Kohli himself might have found it a tad bizarre. For a better part of the last decade and half, the 37-year-old has always walked onto a cricket field to an uproarious welcome.

Even his return to Ranji Trophy earlier this year after a hiatus of 12 years at Ferozeshah Kotla had drawn huge crowds.

But on a sunny Wednesday, Kohli made a rather unfamiliar, lonely walk to the middle — no cheers, no chants of "Kohli... Kohli!" and not even that ubiquitous RCB cries that reverberate around stadiums irrespective of the formats he plays.

The thick veil of silence was breached only when the fielding side players chatted among themselves or when occasional applause emanated from the respective dressing rooms.

But the entire sight had its own charm. A champion cricketer who has always been flanked on either side by fame and fans, was now doing it all alone.

There were short chats and high-fives with teammates, a diving stop to deny Ricky Bhui another boundary, and a quick word of advice to Delhi pacer Navdeep Saini when Andhra batters carted him around.

Kohli even jived to some imaginary tune. Perhaps, an effort to recreate an air of exuberance and theatre around him, something he loves to do so dearly on a cricket field.

He was trying to flame the dramatist inside him, which often drove him to some dizzying peaks.

Kohli the master batter

But that situational solitude did not affect his batting. Barring a couple of drops, Kohli slipped into his familiar ‘Chase Master’ garb with ease.

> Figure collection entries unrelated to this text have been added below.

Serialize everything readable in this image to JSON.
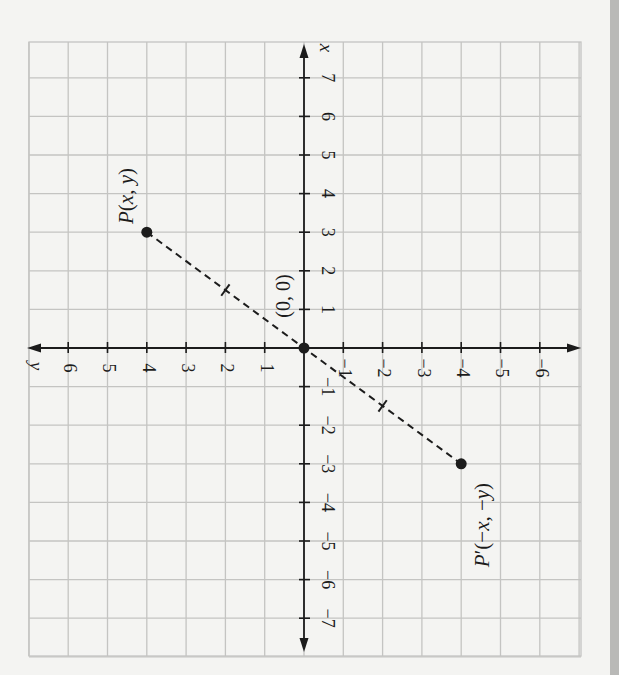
{
  "chart_data": {
    "type": "scatter",
    "title": "",
    "orientation": "rotated 90° clockwise (x-axis vertical pointing up, y-axis horizontal pointing left)",
    "xlabel": "x",
    "ylabel": "y",
    "xlim": [
      -7,
      7
    ],
    "ylim": [
      -6,
      6
    ],
    "grid": true,
    "x_ticks": [
      -7,
      -6,
      -5,
      -4,
      -3,
      -2,
      -1,
      1,
      2,
      3,
      4,
      5,
      6,
      7
    ],
    "x_tick_labels": [
      "−7",
      "−6",
      "−5",
      "−4",
      "−3",
      "−2",
      "−1",
      "1",
      "2",
      "3",
      "4",
      "5",
      "6",
      "7"
    ],
    "y_ticks": [
      -6,
      -5,
      -4,
      -3,
      -2,
      -1,
      1,
      2,
      3,
      4,
      5,
      6
    ],
    "y_tick_labels": [
      "−6",
      "−5",
      "−4",
      "−3",
      "−2",
      "−1",
      "1",
      "2",
      "3",
      "4",
      "5",
      "6"
    ],
    "points": [
      {
        "name": "P",
        "label": "P(x, y)",
        "x": 3,
        "y": 4
      },
      {
        "name": "O",
        "label": "(0, 0)",
        "x": 0,
        "y": 0
      },
      {
        "name": "P'",
        "label": "P′(−x, −y)",
        "x": -3,
        "y": -4
      }
    ],
    "segments": [
      {
        "from": "P",
        "to": "P'",
        "style": "dashed",
        "tick_marks_at": [
          [
            1.5,
            2
          ],
          [
            -1.5,
            -2
          ]
        ]
      }
    ],
    "annotations": [
      "P(x, y)",
      "(0, 0)",
      "P′(−x, −y)"
    ]
  },
  "labels": {
    "x_axis": "x",
    "y_axis": "y",
    "origin": "(0, 0)",
    "point_p": "P(x, y)",
    "point_p_prime": "P′(−x, −y)"
  },
  "colors": {
    "paper": "#f4f4f2",
    "grid": "#c4c4c2",
    "axis": "#1c1c1c",
    "side_strip": "#b9b9b7"
  }
}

His money shots were on full view on Wednesday — pulls, charge to spinners, flicks, cuts and those beautiful perpendicular bat straight drives.

Fifty came in 39 balls and 100 in 83 balls, but none of those moments were celebrated with usual gusto. But a simple wave to the dressing room marked the occasion.

In fact, silence shrouded those moments so deep that a blink could have made one miss them.

But there was another side to it. Perhaps, Kohli too might have enjoyed that slice of loneliness which he often craves for.

That search for privacy has made him set an alternate base in London apart from his uber posh Mumbai dwelling. Here, he had all the desired isolation.

But the day ended in familiar chaos. Andhra cricketers and officials mobbed him for photographs and autographs, and he obliged with a smile.

“It was a dream to play in the same match as Kohli. I always wanted to play with or in the opposition (of Kohli), and the all the Andhra cricketers were elated at the opportunity,” said fellow centurion Ricky Bhui after the match.

As boxing legend Frank Bruno once said: ‘Boy! That’s cricket.”